Here is an example of a string prompt:
{
"properties": {
"name": {
"type": "string",
"description": "The name of the person to 👋 to.",
"x-prompt": "What is the name of the person you want to say hi to?"
}
}
}Next, add an enum prompt such as the one below
{
"properties": {
"fileExtension": {
"enum": ["ts", "html", "css", "spec.ts"],
"description": "The file extension type",
"default": "ts",
"x-prompt": "Select a file type extension"
}
}
}In order utilize prompts, you need tell the CLI which schema to use.
- Open the src/collection.json file and under
factoryadd aschemaproperty that points the the schema file you just edited.
"factory": "./hello-world/index#helloWorld",
"schema": "./hello-world/schema.json"- Open the src/hello-world/index.ts file and define a new
HelloWorldOptionsinterface. - The interface should have
nameandfileExtensionmembers that are both of typestring. - Modify the
helloWorldfunction to replace theanytype for the_optionsargument with the newHelloWorldOptionsinterface.

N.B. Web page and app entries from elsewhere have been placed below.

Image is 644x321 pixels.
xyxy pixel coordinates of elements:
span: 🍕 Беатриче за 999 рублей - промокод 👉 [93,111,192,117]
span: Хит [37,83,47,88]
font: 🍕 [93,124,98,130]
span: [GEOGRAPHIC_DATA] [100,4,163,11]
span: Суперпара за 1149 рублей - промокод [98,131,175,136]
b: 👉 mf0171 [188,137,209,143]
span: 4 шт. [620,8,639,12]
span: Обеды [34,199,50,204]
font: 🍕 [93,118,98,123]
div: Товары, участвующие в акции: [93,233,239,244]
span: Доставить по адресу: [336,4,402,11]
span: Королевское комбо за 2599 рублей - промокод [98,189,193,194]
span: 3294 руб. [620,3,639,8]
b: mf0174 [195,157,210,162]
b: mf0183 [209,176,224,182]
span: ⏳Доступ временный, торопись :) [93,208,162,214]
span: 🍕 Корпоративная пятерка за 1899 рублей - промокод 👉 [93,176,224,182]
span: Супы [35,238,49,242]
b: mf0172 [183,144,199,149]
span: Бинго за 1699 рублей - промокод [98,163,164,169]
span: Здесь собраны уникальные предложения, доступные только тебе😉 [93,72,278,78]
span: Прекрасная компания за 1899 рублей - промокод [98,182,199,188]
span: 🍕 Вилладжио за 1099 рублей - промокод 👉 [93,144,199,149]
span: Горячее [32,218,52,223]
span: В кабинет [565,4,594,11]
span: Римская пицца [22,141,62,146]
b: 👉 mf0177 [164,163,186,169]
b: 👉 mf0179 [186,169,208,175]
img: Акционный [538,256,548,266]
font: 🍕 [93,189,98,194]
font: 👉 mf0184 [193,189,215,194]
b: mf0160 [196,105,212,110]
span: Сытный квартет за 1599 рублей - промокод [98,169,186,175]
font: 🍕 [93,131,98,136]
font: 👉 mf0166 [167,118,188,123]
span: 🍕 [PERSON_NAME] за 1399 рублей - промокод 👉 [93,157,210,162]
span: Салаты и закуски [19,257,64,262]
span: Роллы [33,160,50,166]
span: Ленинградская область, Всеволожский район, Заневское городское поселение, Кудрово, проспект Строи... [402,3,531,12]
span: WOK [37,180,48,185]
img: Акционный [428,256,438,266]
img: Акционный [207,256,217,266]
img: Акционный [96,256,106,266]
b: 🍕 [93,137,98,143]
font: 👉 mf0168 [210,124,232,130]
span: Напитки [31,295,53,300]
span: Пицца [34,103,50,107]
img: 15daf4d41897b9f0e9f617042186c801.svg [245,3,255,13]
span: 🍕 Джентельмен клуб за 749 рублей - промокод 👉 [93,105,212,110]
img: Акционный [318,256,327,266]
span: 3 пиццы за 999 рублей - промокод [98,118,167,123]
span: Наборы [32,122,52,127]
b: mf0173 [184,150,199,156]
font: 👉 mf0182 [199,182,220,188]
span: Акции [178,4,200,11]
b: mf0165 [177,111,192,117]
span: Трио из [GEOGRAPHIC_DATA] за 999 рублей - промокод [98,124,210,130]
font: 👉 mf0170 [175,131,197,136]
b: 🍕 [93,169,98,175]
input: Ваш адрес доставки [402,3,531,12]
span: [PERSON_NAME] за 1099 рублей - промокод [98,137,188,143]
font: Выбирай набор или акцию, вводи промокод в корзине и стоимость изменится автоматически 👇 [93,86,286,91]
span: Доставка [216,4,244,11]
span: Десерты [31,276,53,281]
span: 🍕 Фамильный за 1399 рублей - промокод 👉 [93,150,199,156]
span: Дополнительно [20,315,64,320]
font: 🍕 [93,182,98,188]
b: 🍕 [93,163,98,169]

- Read the prompt value from the
_optionsand interpolate the values in the file name and content arguments totree.create()
return tree.create(`${_options.name}.${_options.fileExtension}`, `<p>Hi, ${_options.name}!<p>`)npm run buildschematics .:hello-world --dry-run=falseYou should see a file add to the root directory with the name and fileExtension type you entered.